_Collection entries_
▼▼▼
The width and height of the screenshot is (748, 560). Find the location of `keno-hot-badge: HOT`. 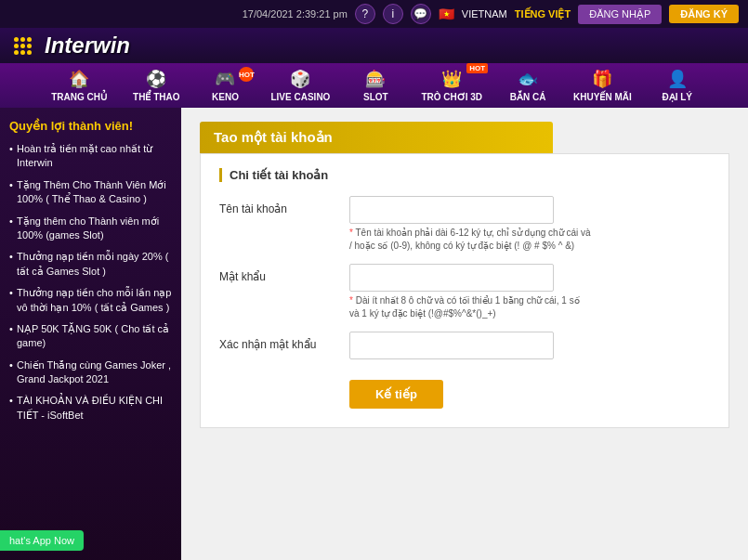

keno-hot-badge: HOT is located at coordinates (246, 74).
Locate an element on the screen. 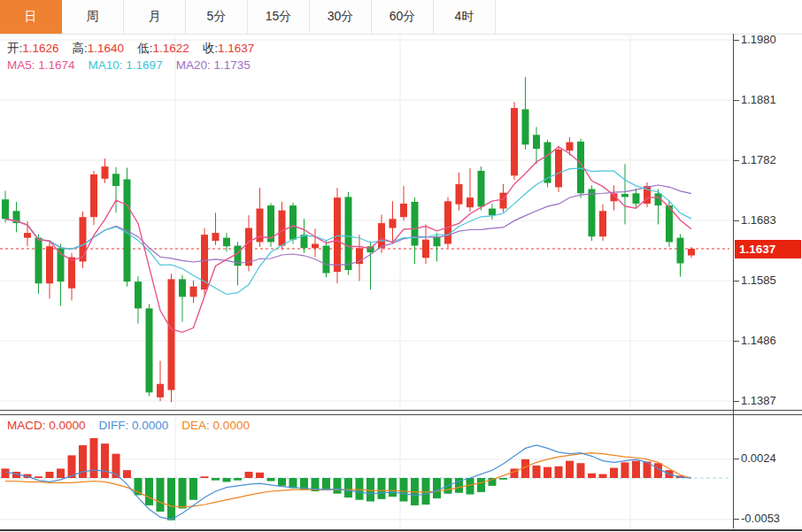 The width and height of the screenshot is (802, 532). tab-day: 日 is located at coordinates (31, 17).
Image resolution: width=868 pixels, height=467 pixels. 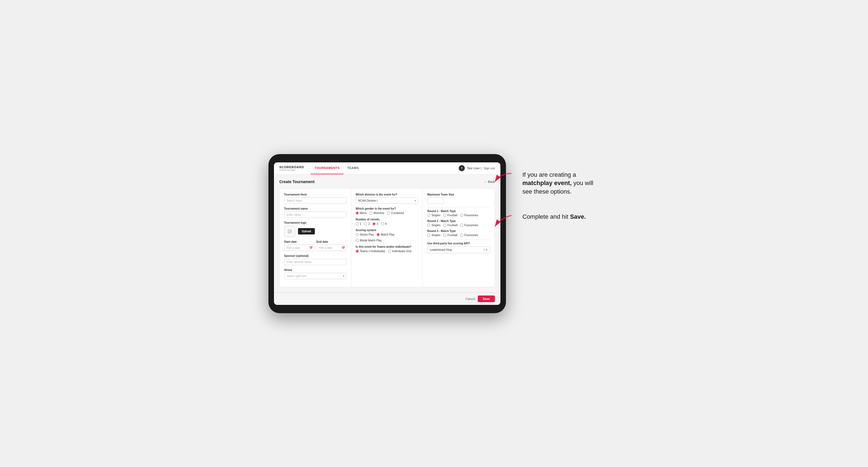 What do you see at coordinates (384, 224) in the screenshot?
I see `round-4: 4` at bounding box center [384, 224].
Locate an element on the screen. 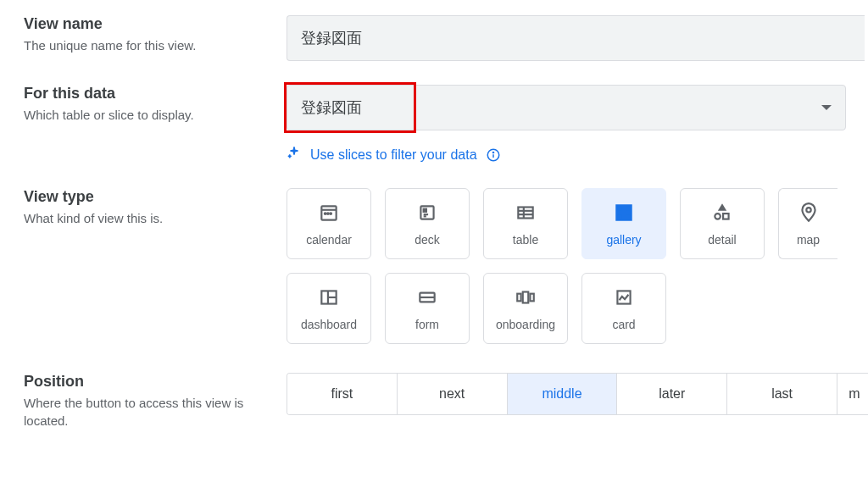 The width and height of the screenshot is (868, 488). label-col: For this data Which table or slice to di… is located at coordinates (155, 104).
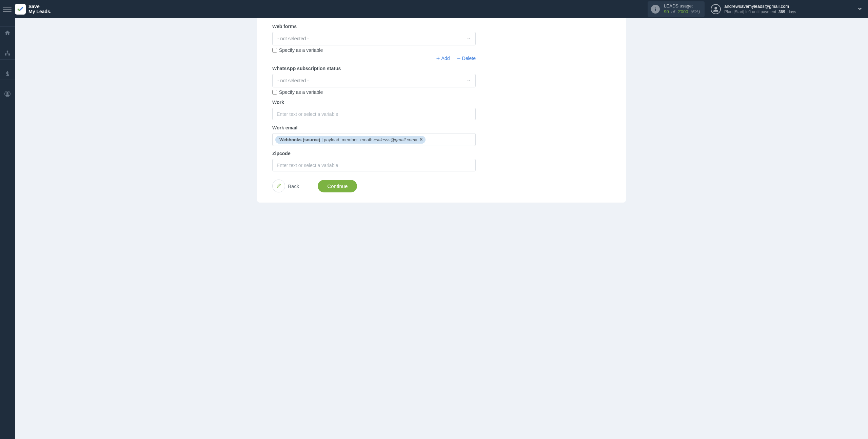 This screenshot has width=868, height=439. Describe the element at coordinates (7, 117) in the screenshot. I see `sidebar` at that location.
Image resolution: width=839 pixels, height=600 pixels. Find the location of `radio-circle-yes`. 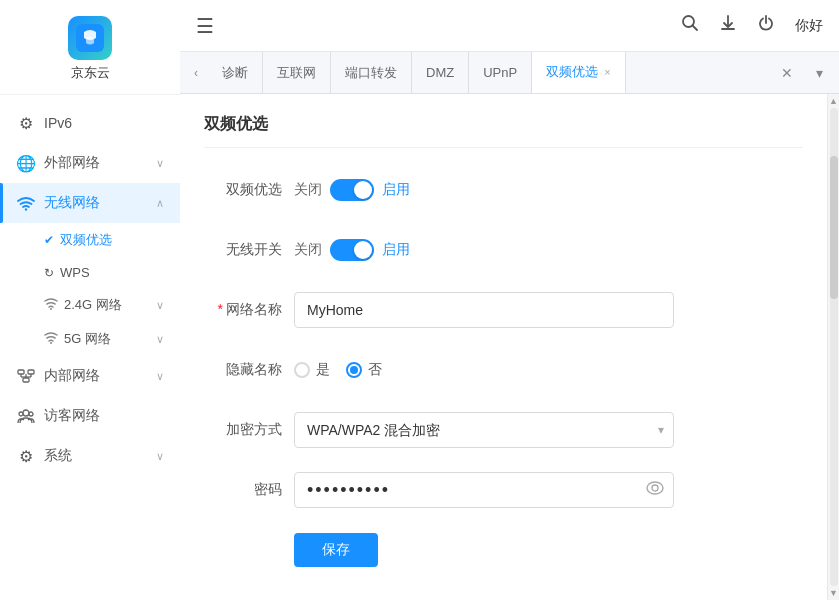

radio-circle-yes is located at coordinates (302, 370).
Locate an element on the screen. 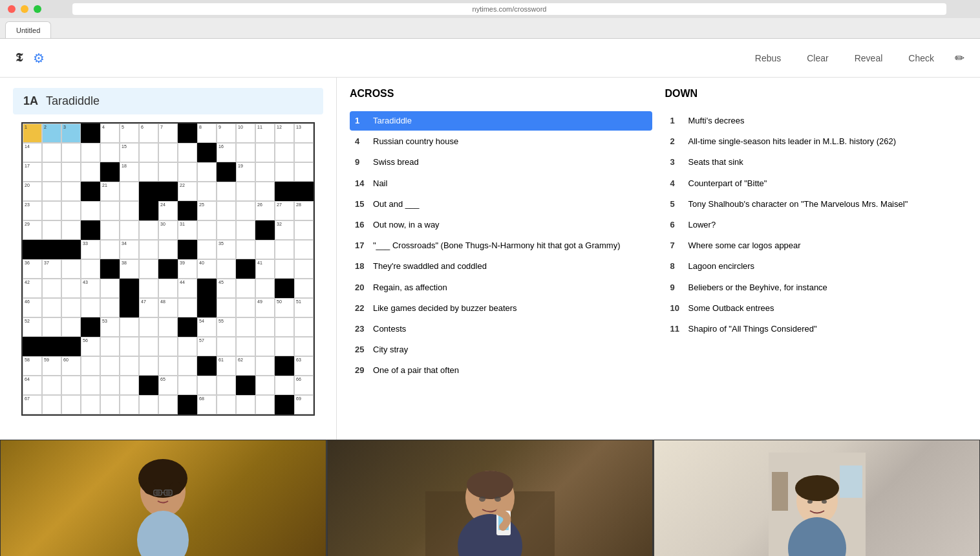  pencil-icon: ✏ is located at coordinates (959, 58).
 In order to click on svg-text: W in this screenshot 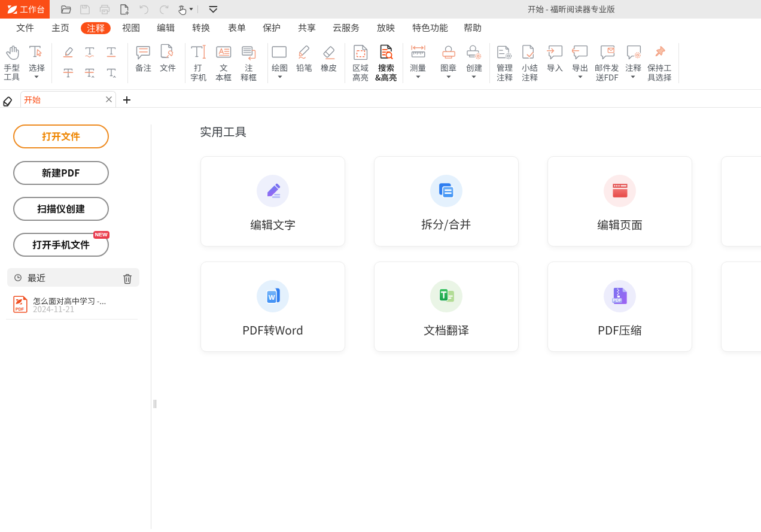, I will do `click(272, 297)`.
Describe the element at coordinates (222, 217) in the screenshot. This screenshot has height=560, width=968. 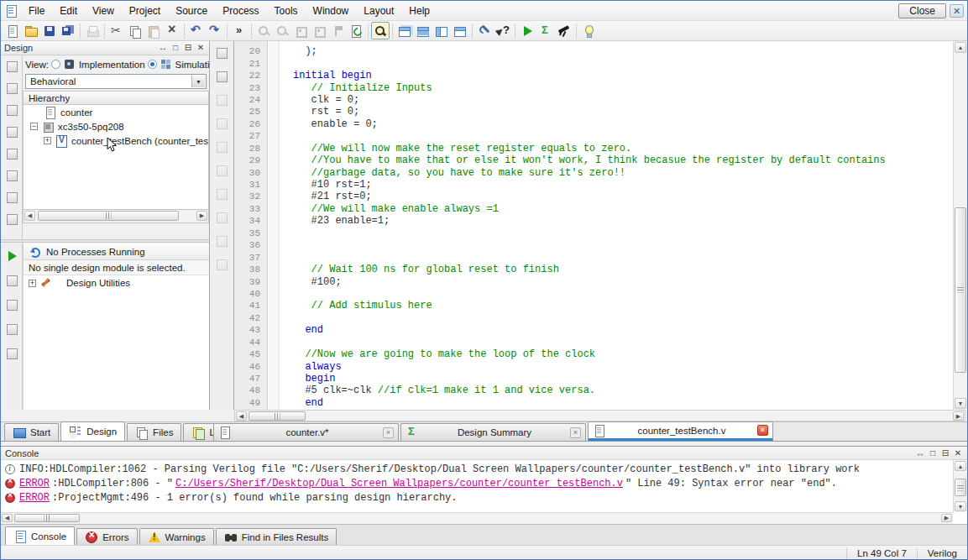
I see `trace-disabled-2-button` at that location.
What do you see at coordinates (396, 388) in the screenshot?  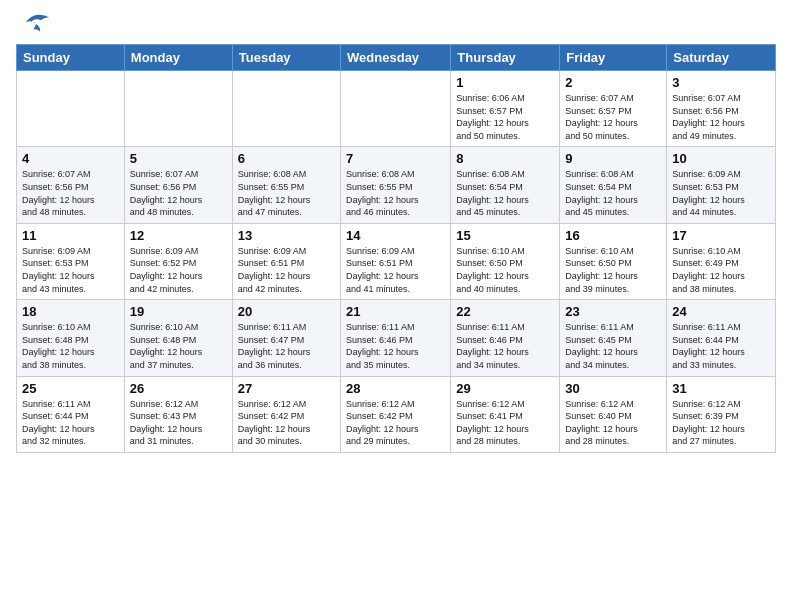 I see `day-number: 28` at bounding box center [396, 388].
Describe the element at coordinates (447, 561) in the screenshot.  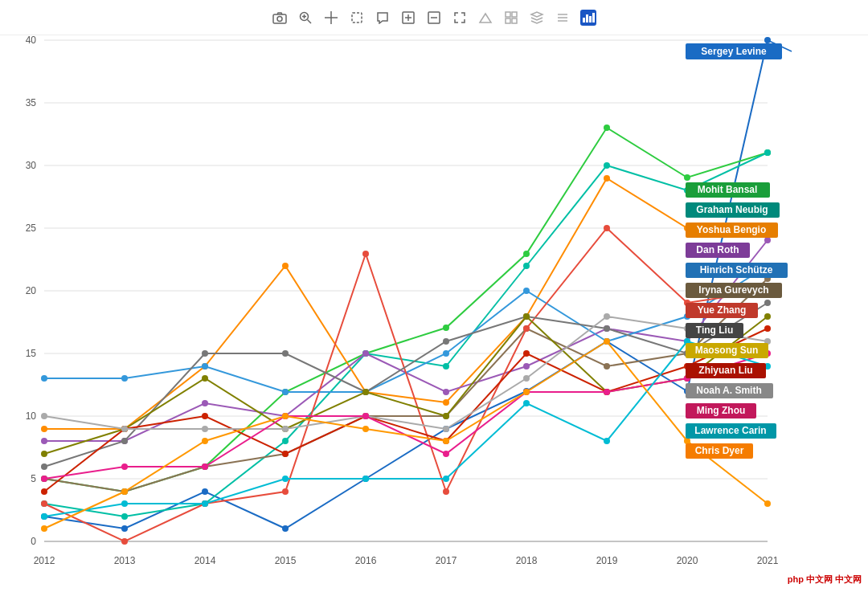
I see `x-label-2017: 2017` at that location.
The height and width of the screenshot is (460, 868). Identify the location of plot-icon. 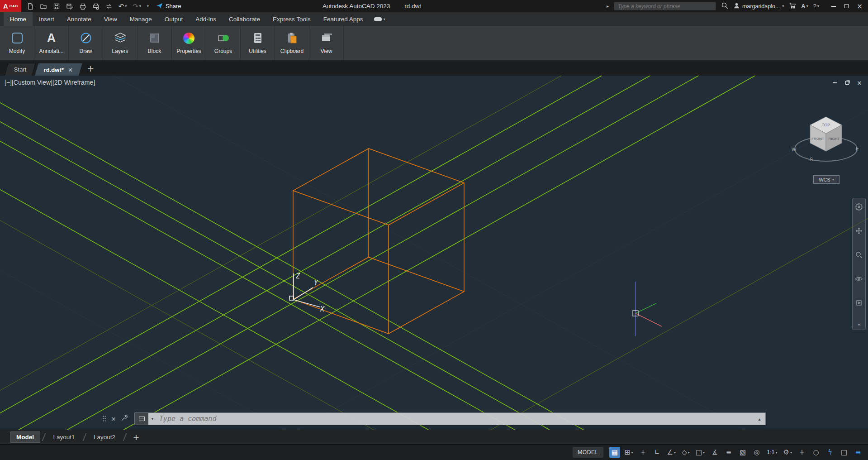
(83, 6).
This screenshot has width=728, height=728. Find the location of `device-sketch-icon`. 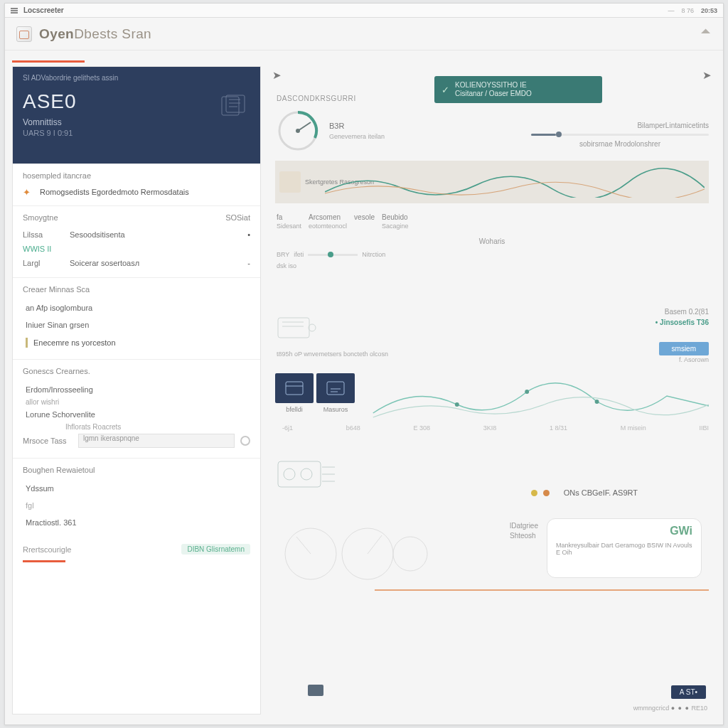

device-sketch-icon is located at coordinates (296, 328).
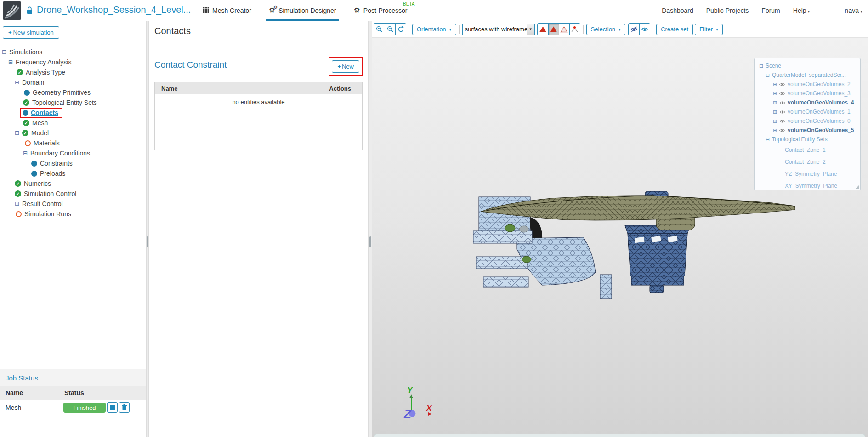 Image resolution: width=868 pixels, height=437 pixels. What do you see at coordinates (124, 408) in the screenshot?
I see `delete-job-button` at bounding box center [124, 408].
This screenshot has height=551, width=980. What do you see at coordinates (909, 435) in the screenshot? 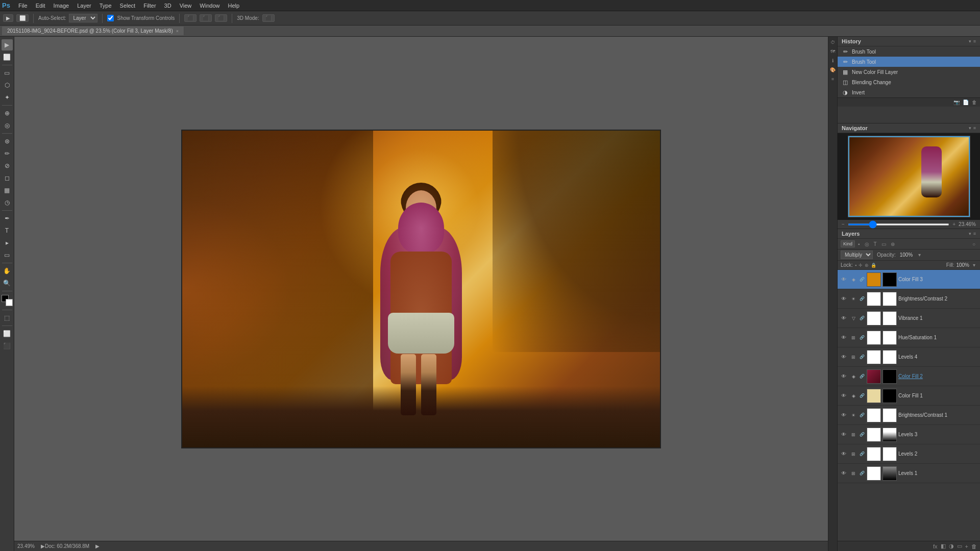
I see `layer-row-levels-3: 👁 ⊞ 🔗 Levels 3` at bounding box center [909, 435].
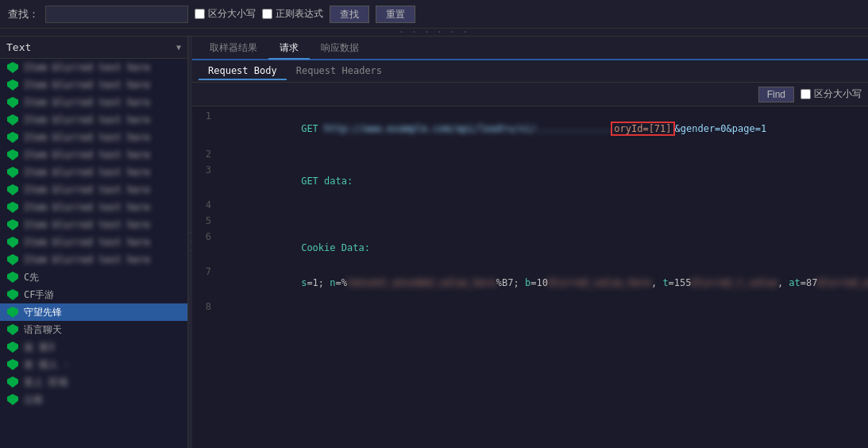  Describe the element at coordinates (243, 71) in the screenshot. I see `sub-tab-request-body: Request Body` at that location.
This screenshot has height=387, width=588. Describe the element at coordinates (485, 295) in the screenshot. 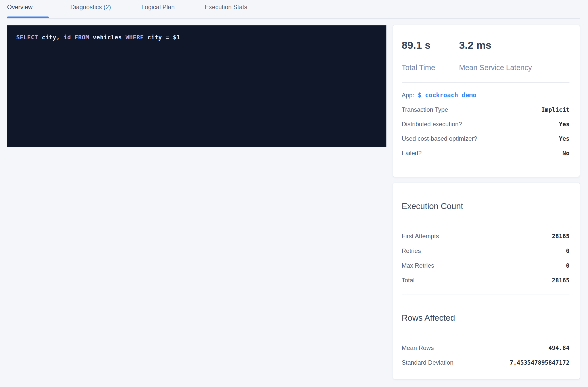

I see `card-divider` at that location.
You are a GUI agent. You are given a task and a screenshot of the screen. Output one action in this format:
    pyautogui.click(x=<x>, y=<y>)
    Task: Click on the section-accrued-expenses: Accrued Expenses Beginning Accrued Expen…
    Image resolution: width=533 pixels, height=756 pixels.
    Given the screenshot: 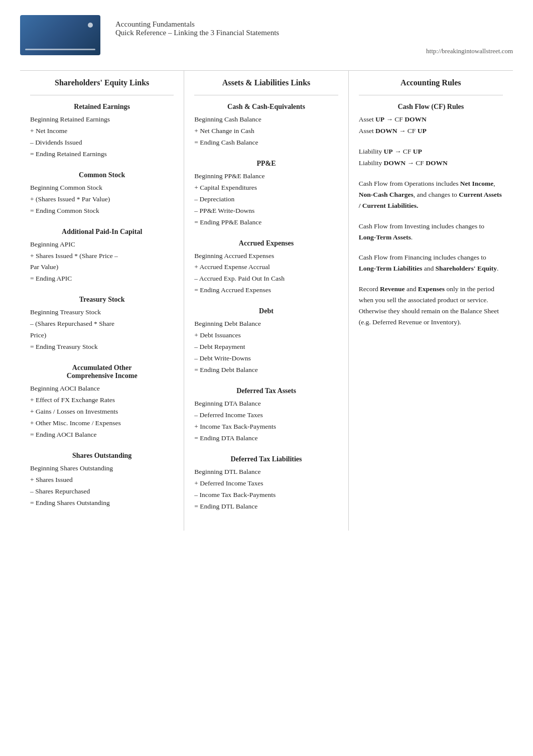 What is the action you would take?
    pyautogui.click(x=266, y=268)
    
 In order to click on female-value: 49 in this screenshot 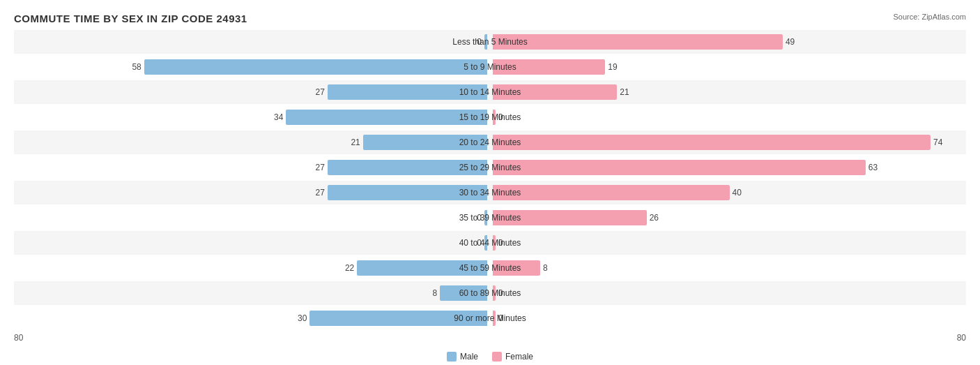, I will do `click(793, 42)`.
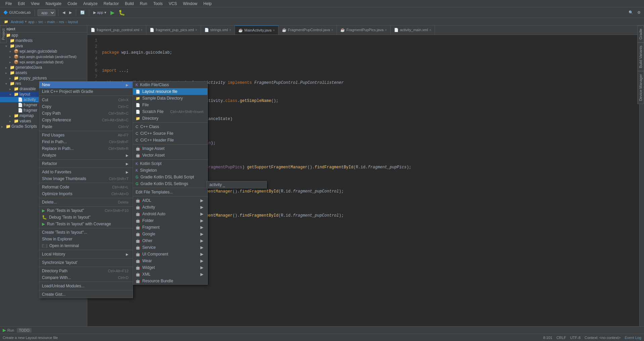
▲▲▲
Return the lines above from the one with "This screenshot has height=387, width=588." through the one with "You are a GUI", verbatim and nothing else. Omit every picture.

_ANSWER TO THIS PROBLEM_
This screenshot has height=387, width=588. Describe the element at coordinates (485, 295) in the screenshot. 

I see `card-divider` at that location.
You are a GUI agent. You are given a task and a screenshot of the screen. Output one action in this format:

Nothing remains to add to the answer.